Yes, that's why the claim of 5nm is extremely interesting, that's almost impossible without EUV.
But we don't know enough yet, for instance error rate/yields are very important too. Without acceptable error rates, they can only make small dies, which complicate complex designs for demanding tasks, as they have to be spread among more dies.
Something AMD mastered with Ryzen, maybe in part because they were limited to Global Foundries (inferior production process to Intel at the time) when they designed the Ryzen chip, and they managed to turn a disadvantage in production into an advantage in design, using chiplets that worked extremely well together.
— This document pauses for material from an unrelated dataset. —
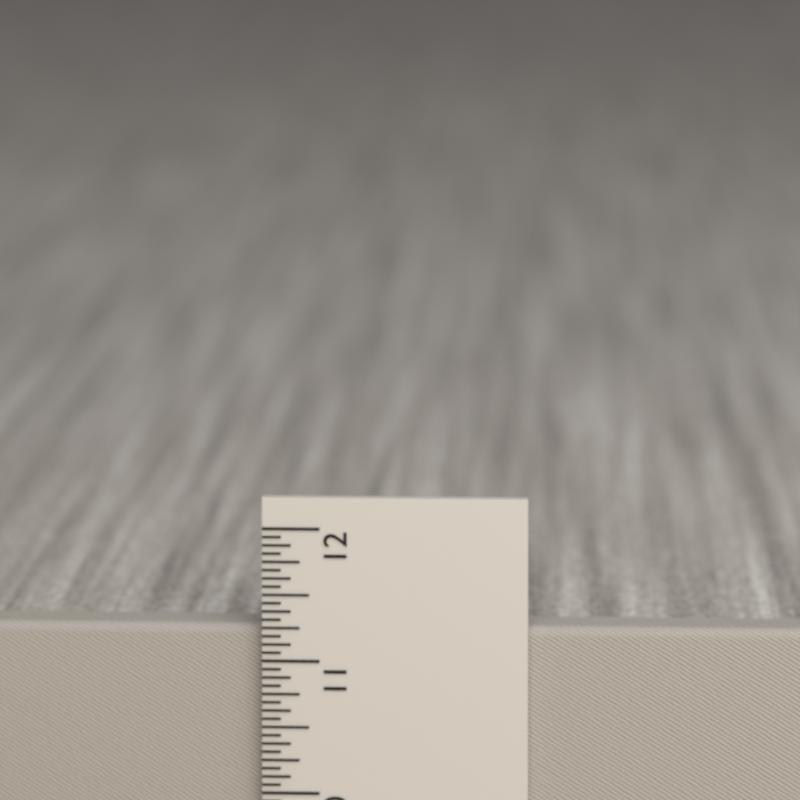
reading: 11.2500 in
Also power consumption is important, because without lower power consumption reducing the scale of production is near meaningless.
That's the design side of the problem, and IDK where China is at regarding efficient AI chip design, but they did manage to make the worlds fastest super computer based on very good design a few years back. As I see it, design will be the lesser problem for China on chip production, because many companies have been working on their own design for years now. Even Xiaomi have their own AI design in their new chips, and those chips are very good from what I hear.
I agree, if the alternative is near monopoly by Nvidia and TSMC, I have no doubt that not only China but also the rest of the world will benefit too.
Nice info, thanks. I'm going to look up IPC comparisons if I can.